MathisHammel commented 7 years ago

I definitely don't like the idea of an elo rating where we can lose ranks if we perform badly. I am in an academic team and it's hard to determine in advance how many players will come and how much effort they will put. Sometimes we start very slow but teammates who finish homework early join us and manage to put us in the top 50. Of course, it would not be impossible to anticipate how much time every team member can help for a CTF so we can determine whether we play or not (or 💩 as @v0s suggested) but it would take a huge effort of planification for every single CTF. Also, this would prevent us from playing some CTFs which would make us miss some great CTFs. What I'd imagine is a rating system where if a team plays, however bad their score is for the CTF, they still gain more points than if they were not playing. The downside of that (which I feel is not that much of a downside) is that it would promote weak teams that play often compared to strong teams that rarely play.

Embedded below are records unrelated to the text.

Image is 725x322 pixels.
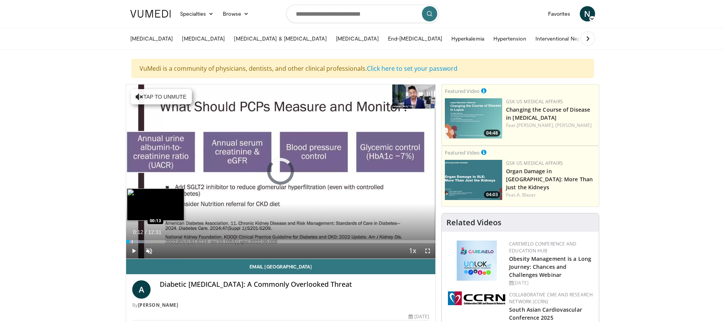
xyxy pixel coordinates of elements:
[177,31,229,46] a: [MEDICAL_DATA]
[160,280,430,289] h4: Diabetic [MEDICAL_DATA]: A Commonly Overlooked Threat
[138,302,179,308] a: [PERSON_NAME]
[509,241,577,254] a: CaReMeLO Conference and Education Hub
[126,31,178,46] a: [MEDICAL_DATA]
[531,31,604,46] a: Interventional Nephrology
[367,64,458,73] a: Click here to set your password
[556,122,592,128] a: [PERSON_NAME]
[141,243,157,258] button: Unmute
[132,302,430,309] div: By
[447,31,489,46] a: Hyperkalemia
[445,160,502,200] a: 04:03
[445,98,502,138] img: 617c1126-5952-44a1-b66c-75ce0166d71c.png.150x105_q85_crop-smart_upscale.jpg
[445,98,502,138] a: 04:48
[580,6,595,21] a: N
[409,313,429,320] div: [DATE]
[447,218,502,227] h4: Related Videos
[145,229,147,235] span: /
[126,240,436,243] div: Progress Bar
[405,243,420,258] button: Playback Rate
[133,229,143,235] span: 0:12
[132,59,594,78] div: VuMedi is a community of physicians, dentists, and other clinical professionals.
[517,122,554,128] a: [PERSON_NAME],
[506,160,563,166] a: GSK US Medical Affairs
[484,130,501,137] span: 04:48
[126,243,141,258] button: Play
[131,89,192,104] button: Tap to unmute
[506,98,563,105] a: GSK US Medical Affairs
[509,306,582,321] a: South Asian Cardiovascular Conference 2025
[126,85,436,259] video-js: Video Player
[544,6,575,21] a: Favorites
[509,280,593,286] div: [DATE]
[229,31,331,46] a: [MEDICAL_DATA] & [MEDICAL_DATA]
[506,122,596,129] div: Feat.
[286,5,439,23] input: Search topics, interventions
[506,106,590,121] a: Changing the Course of Disease in [MEDICAL_DATA]
[445,88,480,94] small: Featured Video
[176,6,219,21] a: Specialties
[509,255,592,278] a: Obesity Management is a Long Journey: Chances and Challenges Webinar
[506,167,593,191] a: Organ Damage in [GEOGRAPHIC_DATA]: More Than Just the Kidneys
[132,280,151,299] a: A
[384,31,447,46] a: End-[MEDICAL_DATA]
[506,192,596,198] div: Feat.
[445,149,480,156] small: Featured Video
[126,259,436,274] a: Email [GEOGRAPHIC_DATA]
[489,31,531,46] a: Hypertension
[127,189,184,221] img: image.jpeg
[484,191,501,198] span: 04:03
[420,243,436,258] button: Fullscreen
[148,229,161,235] span: 12:31
[457,241,497,281] img: 45df64a9-a6de-482c-8a90-ada250f7980c.png.150x105_q85_autocrop_double_scale_upscale_version-0.2.jpg
[517,192,536,198] a: A. Blazer
[509,291,593,305] a: Collaborative CME and Research Network (CCRN)
[445,160,502,200] img: e91ec583-8f54-4b52-99b4-be941cf021de.png.150x105_q85_crop-smart_upscale.jpg
[130,10,171,18] img: VuMedi Logo
[448,291,506,305] img: a04ee3ba-8487-4636-b0fb-5e8d268f3737.png.150x105_q85_autocrop_double_scale_upscale_version-0.2.png
[218,6,254,21] a: Browse
[332,31,384,46] a: [MEDICAL_DATA]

Pharisaeus commented 7 years ago

As the Glicko2 experiment showed, it's not a good idea in my opinion. Mostly because it basically discourages from playing for the risk of falling down in ranking. This might also promote playing some shady ctfs no-one heard about, which appeared on ctftime after the event already finished.

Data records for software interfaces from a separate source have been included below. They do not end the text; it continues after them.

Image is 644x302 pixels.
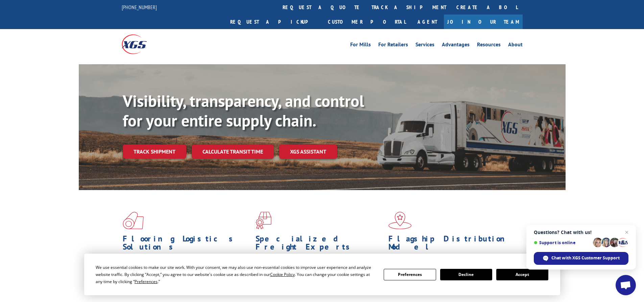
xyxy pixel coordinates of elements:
button: Preferences [384,269,436,280]
a: Track shipment [123,144,186,159]
h1: Specialized Freight Experts [256,235,383,255]
span: Support is online [534,240,590,245]
span: Close chat [623,229,631,237]
div: Cookie Consent Prompt [84,253,560,295]
a: Customer Portal [323,14,411,29]
img: xgs-icon-total-supply-chain-intelligence-red [123,212,144,229]
a: Resources [477,42,501,49]
button: Decline [440,269,492,280]
a: XGS ASSISTANT [279,144,337,159]
a: Advantages [442,42,470,49]
div: Chat with XGS Customer Support [534,252,628,265]
div: Open chat [615,275,636,295]
img: xgs-icon-flagship-distribution-model-red [388,212,412,229]
h1: Flagship Distribution Model [388,235,516,255]
a: [PHONE_NUMBER] [122,4,157,11]
a: Request a pickup [225,14,323,29]
img: xgs-icon-focused-on-flooring-red [256,212,271,229]
span: Chat with XGS Customer Support [551,255,620,261]
a: For Retailers [378,42,408,49]
a: For Mills [350,42,371,49]
a: Calculate transit time [192,144,274,159]
span: Cookie Policy [270,271,295,278]
span: Preferences [134,279,157,285]
button: Accept [497,269,548,280]
div: We use essential cookies to make our site work. With your consent, we may also use non-essential ... [96,264,376,285]
a: About [508,42,523,49]
b: Visibility, transparency, and control for your entire supply chain. [123,90,364,131]
span: Questions? Chat with us! [534,230,628,235]
h1: Flooring Logistics Solutions [123,235,251,255]
a: Services [416,42,434,49]
a: Agent [411,14,444,29]
a: Join Our Team [444,14,523,29]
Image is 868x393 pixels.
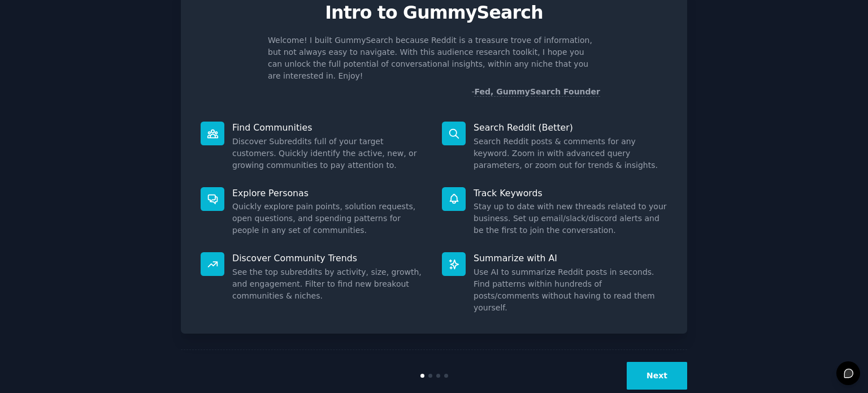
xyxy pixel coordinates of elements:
dd: Stay up to date with new threads related to your business. Set up email/slack/discord alerts and ... [474,201,667,236]
p: Explore Personas [232,187,426,199]
p: Discover Community Trends [232,252,426,264]
dd: Search Reddit posts & comments for any keyword. Zoom in with advanced query parameters, or zoom o... [474,136,667,171]
dd: Use AI to summarize Reddit posts in seconds. Find patterns within hundreds of posts/comments with... [474,267,667,314]
p: Find Communities [232,122,426,134]
dd: See the top subreddits by activity, size, growth, and engagement. Filter to find new breakout com... [232,267,426,302]
dd: Discover Subreddits full of your target customers. Quickly identify the active, new, or growing c... [232,136,426,171]
button: Next [626,362,687,389]
div: - [471,86,600,98]
dd: Quickly explore pain points, solution requests, open questions, and spending patterns for people ... [232,201,426,236]
p: Summarize with AI [474,252,667,264]
p: Intro to GummySearch [192,3,675,22]
a: Fed, GummySearch Founder [474,87,600,97]
p: Welcome! I built GummySearch because Reddit is a treasure trove of information, but not always ea... [268,34,600,82]
p: Search Reddit (Better) [474,122,667,134]
p: Track Keywords [474,187,667,199]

Even the option to select the event not be counted in is not a good idea, because either it's available after the event and can be abused, or is available only before / shortly after starting when it's often difficult to decide if we're going to play seriously or not. We have a small team and for most of the events there are ~4 people playing. We usually can't tell before the even how seriously we will play, apart from a few large events we try to do our best.

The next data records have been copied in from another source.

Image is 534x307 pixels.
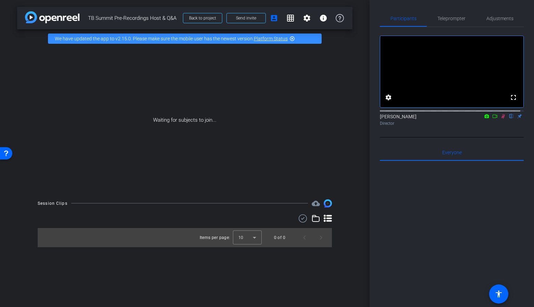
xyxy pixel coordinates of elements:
button: Back to project [183,13,222,23]
span: TB Summit Pre-Recordings Host & Q&A [88,11,179,25]
span: Everyone [442,150,461,155]
div: Waiting for subjects to join... [17,48,352,193]
mat-icon: fullscreen [509,93,517,102]
span: Back to project [189,16,216,21]
button: Previous page [296,230,313,246]
span: Adjustments [486,16,513,21]
div: Director [380,120,523,127]
span: Send invite [236,15,256,21]
mat-icon: info [319,14,327,22]
button: Send invite [226,13,266,23]
span: Participants [390,16,416,21]
img: Session clips [323,200,332,208]
a: Platform Status [254,36,288,41]
mat-icon: settings [384,93,392,102]
mat-icon: settings [303,14,311,22]
mat-icon: accessibility [494,290,502,298]
mat-icon: highlight_off [289,36,295,41]
div: Session Clips [38,200,67,207]
mat-icon: account_box [270,14,278,22]
div: We have updated the app to v2.15.0. Please make sure the mobile user has the newest version. [48,34,321,44]
img: app-logo [25,11,79,23]
button: Next page [313,230,329,246]
span: Destinations for your clips [311,200,320,208]
mat-icon: cloud_upload [311,200,320,208]
div: [PERSON_NAME] [380,113,523,127]
div: Items per page: [200,234,230,241]
mat-icon: flip [507,113,515,119]
div: 0 of 0 [274,234,285,241]
span: Teleprompter [437,16,465,21]
mat-icon: grid_on [286,14,294,22]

If anything I would consider scoring CTFs based on number of top teams participating. In general this works because if a CTF is good, there are strong teams playing it, and if it's some noname indian-style CTF then a lot of teams don't bother with it. It also removes the option to abuse scoring by the top teams, because the only way to lower the score of an event is not to play, and then you lose points by not playing at all. It would be nice if someone made a statistics of last year events to compare the "score" of the event with percentage of let's say top 20 or top 30 teams in said event.

msm-code commented 7 years ago

Let me start with stating that I think that most important "mission" of CTFtime.org should be encouraging people to play CTFs. Especially people new to security.

Things like points, ratings, rankings, comments, votes, etc, etc are secondary. Or rather, they are just a means to an end (encouraging people to play CTF), not a goal itself.

And in my opinion ELO and similar systems may be discouraging to some people (negative feedback when losing, fear of performing badly, pressure, tensions in team, etc).

On the other hand, giving some points for every team is creating positive feedback, and does just what it should: encourage everyone to play and learn as much as they can! Yes, it's not perfect, it's not 100% fair when it comes to choosing "best" teams, but it works and it's the best we had.

waywardsun commented 7 years ago

It seems to me that there is not a system that cannot be gamed in some way. So, instead of a completely different system, we could improve the current system.

I think it would be good to do the following:

1) Cap the % of pts a CTF can increase in points from one year to another. This would also cap the % they could decline.

2) Make points earned based on the current point value of the CTF. All voting would impact the next year score of the CTF. This would prevent the winners from up voting it and the losers down voting it. At least that would be the hope. If there isn't an immediate gain for the top N teams, then I think the voting will be based on the actual quality of the event.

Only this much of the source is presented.